*AIM OF THE TASK*
Keep to one stretch of the data below, the lines from the one with "In order to click on token-txt: num_samples, num_features" up to and including the one with "What do you see at coordinates (28, 29)", and return that stretch exactly.

Pixel coordinate grounding data:
== Segment start ==

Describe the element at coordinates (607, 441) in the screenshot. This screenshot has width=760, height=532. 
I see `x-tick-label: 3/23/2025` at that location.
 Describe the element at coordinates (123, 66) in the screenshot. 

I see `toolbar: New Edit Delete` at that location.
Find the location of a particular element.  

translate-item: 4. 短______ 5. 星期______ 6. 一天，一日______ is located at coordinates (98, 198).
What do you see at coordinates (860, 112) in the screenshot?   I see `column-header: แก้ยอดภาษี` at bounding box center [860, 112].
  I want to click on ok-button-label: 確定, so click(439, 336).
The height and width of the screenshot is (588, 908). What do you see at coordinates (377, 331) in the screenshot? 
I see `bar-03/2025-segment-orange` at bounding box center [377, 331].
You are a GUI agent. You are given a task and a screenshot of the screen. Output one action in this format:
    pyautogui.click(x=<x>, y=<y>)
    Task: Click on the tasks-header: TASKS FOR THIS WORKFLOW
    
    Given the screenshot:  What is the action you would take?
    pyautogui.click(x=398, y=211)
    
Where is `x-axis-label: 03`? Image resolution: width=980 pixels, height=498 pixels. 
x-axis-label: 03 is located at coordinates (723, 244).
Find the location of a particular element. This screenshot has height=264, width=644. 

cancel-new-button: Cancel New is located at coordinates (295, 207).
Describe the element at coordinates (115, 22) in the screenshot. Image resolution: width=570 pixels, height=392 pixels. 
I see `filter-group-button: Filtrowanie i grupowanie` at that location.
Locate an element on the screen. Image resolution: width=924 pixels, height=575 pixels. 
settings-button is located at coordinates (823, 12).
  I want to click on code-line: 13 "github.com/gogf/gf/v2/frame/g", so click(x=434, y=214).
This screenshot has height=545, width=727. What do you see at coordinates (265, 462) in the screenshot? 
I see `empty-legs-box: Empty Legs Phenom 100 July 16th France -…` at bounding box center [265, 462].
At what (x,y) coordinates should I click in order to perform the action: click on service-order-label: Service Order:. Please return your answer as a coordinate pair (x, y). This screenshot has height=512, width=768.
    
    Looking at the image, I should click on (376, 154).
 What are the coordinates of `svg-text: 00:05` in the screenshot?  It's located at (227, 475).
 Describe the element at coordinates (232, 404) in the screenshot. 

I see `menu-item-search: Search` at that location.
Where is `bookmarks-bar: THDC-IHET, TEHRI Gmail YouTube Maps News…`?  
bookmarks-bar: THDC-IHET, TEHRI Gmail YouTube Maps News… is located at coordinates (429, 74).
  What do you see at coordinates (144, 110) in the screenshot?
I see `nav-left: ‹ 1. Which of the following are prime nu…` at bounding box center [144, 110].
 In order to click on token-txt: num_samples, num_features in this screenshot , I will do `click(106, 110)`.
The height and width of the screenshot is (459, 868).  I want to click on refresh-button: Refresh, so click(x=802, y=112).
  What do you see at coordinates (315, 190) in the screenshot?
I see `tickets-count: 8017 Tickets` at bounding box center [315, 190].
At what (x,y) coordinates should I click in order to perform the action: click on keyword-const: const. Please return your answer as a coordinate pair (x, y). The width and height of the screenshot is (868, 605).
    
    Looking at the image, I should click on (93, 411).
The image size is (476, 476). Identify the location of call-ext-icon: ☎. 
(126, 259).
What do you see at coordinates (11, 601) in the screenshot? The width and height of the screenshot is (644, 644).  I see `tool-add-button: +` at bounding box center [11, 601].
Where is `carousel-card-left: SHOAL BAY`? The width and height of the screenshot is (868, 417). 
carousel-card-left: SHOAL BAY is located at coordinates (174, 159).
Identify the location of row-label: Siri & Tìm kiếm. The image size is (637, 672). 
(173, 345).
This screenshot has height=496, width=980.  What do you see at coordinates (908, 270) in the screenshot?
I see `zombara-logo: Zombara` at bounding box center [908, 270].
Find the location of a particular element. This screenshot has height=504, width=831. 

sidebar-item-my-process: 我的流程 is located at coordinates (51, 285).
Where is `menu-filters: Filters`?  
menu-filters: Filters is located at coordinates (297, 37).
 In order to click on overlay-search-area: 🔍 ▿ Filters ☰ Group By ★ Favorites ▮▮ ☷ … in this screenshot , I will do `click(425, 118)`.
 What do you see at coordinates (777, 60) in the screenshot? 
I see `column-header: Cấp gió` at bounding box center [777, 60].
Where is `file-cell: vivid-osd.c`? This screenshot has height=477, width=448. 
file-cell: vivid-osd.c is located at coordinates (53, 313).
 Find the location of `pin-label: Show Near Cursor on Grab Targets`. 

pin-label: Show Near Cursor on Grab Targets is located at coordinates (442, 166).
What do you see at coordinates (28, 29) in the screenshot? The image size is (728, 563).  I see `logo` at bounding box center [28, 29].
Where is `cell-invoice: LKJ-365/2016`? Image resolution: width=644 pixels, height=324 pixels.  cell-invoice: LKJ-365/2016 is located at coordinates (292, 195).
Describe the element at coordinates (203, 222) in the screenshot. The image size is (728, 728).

== Segment end ==

*RESPONSE FOR THIS EXERCISE*
 In order to click on token-txt: num_samples, num_features in this screenshot , I will do `click(106, 110)`.
The height and width of the screenshot is (459, 868).  I want to click on refresh-button: Refresh, so click(x=802, y=112).
  What do you see at coordinates (315, 190) in the screenshot?
I see `tickets-count: 8017 Tickets` at bounding box center [315, 190].
At what (x,y) coordinates should I click in order to perform the action: click on keyword-const: const. Please return your answer as a coordinate pair (x, y). The width and height of the screenshot is (868, 605).
    
    Looking at the image, I should click on (93, 411).
The image size is (476, 476). Identify the location of call-ext-icon: ☎. 
(126, 259).
What do you see at coordinates (11, 601) in the screenshot? The width and height of the screenshot is (644, 644).  I see `tool-add-button: +` at bounding box center [11, 601].
Where is `carousel-card-left: SHOAL BAY`? The width and height of the screenshot is (868, 417). 
carousel-card-left: SHOAL BAY is located at coordinates (174, 159).
Identify the location of row-label: Siri & Tìm kiếm. The image size is (637, 672). 
(173, 345).
This screenshot has height=496, width=980.  What do you see at coordinates (908, 270) in the screenshot?
I see `zombara-logo: Zombara` at bounding box center [908, 270].
Find the location of a particular element. This screenshot has height=504, width=831. 

sidebar-item-my-process: 我的流程 is located at coordinates (51, 285).
Where is `menu-filters: Filters`?  
menu-filters: Filters is located at coordinates (297, 37).
 In order to click on overlay-search-area: 🔍 ▿ Filters ☰ Group By ★ Favorites ▮▮ ☷ … in this screenshot , I will do `click(425, 118)`.
 What do you see at coordinates (777, 60) in the screenshot? 
I see `column-header: Cấp gió` at bounding box center [777, 60].
Where is `file-cell: vivid-osd.c`? This screenshot has height=477, width=448. 
file-cell: vivid-osd.c is located at coordinates (53, 313).
 Find the location of `pin-label: Show Near Cursor on Grab Targets`. 

pin-label: Show Near Cursor on Grab Targets is located at coordinates (442, 166).
What do you see at coordinates (28, 29) in the screenshot? The image size is (728, 563).  I see `logo` at bounding box center [28, 29].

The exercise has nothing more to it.